Advertisement

On brink of sweep, Kings scrambling to find answer for Sharks

San Jose has dominated Los Angeles over the first three games of the series

For the first half of Game 3, the speed and swiftness that was so palpable in the Sharks’ two wins over Los Angeles to start their playoff series was missing in action.

The Sharks still hadn’t registered a single shot on goal in the second period when Marian Gaborik, who had been missing himself in the first two games, gave the Kings their first lead of the night, 2-1 at 7:59 of the middle frame. The Kings were primed to take the game over at that point, as the Sharks couldn’t get anything going offensively in a building in which they had just one win in their last 11 games.

It didn’t happen, though. The Sharks found their legs, dominated the third period, and although the Kings swarmed them early in overtime, found a way to take a commanding 3-0 series lead on Patrick Marleau’s deflected overtime marker.

Head coach Todd McLellan pointed to the shift after the Gaborik goal and helping turn it around, when Joe Thornton and Brent Burns crashed the Los Angeles net and provided a much-needed scoring chance.

“I thought we had a real good bump-up shift after the goal, with Jumbo’s line going out and creating a bit of offensive attack again,” McLellan said.

“We had two choices: get on our heels, or get going again. We picked the right one, and carried it over into the third period.”

The Sharks outshot Los Angeles 23-8 in the third, nearly winning in regulation on a late power play.

Logan Couture said the Sharks saw the Kings team they figured they would see to when this series began, rather than the club that allowed 13 goals in the first two games.

“They were just better overall,” Couture said. “They were very loose in the first two games, giving up chances that they don’t usually give up. That’s the kind of game we expected from the start. We got that tonight, and we were able to beat them.”

Goals from rookies Matt Nieto and Tomas Hertl helped to force overtime.

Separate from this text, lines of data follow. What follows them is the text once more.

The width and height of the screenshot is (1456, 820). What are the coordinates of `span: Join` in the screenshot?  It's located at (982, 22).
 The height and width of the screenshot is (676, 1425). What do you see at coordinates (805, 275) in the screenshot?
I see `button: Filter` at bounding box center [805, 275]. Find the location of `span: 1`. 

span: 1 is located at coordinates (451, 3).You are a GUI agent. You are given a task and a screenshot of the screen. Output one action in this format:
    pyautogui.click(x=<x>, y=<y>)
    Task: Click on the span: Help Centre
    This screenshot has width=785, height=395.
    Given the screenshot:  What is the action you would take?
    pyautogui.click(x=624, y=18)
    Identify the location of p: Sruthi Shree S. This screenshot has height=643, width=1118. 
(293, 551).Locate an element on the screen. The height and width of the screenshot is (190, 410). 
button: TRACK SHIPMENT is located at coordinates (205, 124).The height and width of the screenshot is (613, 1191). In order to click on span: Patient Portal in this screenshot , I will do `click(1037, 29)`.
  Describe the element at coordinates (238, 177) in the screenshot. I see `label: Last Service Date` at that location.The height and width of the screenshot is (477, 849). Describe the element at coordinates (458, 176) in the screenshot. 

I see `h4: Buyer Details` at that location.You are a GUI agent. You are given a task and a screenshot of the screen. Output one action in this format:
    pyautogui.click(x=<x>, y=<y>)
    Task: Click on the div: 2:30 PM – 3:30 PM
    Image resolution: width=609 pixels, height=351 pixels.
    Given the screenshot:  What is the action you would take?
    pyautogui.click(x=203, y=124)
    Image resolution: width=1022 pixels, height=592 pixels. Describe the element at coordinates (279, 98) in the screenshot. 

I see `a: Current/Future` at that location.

Nieto’s came on a deflected puck in the second period after Quick was interfered with by his own man, while Hertl camped out in front of the net for a third period marker, answering Jeff Carter’s power play goal.

“They both had a huge, positive impact on the game,” McLellan said.

Antti Niemi, who was under a microscope to start the series, played his best hockey at the start of overtime. He batted away a shot from Justin Williams that looked destined for the top corner less than three minutes into the extra frame, and held his ground while the Kings swarmed the crease, trying desperately to get back into the series.

Incredibly, Niemi is now 9-1 in playoff games that advance to overtime in his Sharks career.

“Huge saves early in the overtime,” Thornton said. “There’s a big crowd around Nemo, and he just battled for us. I don’t know how he saved a couple, but thank goodness.”

Couture said: “In overtime we weren’t making plays, we were kind of hanging on there. The bench and the coaches were trying to keep us calm and get us to make plays, and they really took it to us for the first five minutes of that overtime. Then we got a lucky bounce, and that’s the way things go sometimes.”

The Sharks will try for their second straight first round sweep on Thursday.

“It feels good, but there’s still a lot of work to be done,” Marleau said.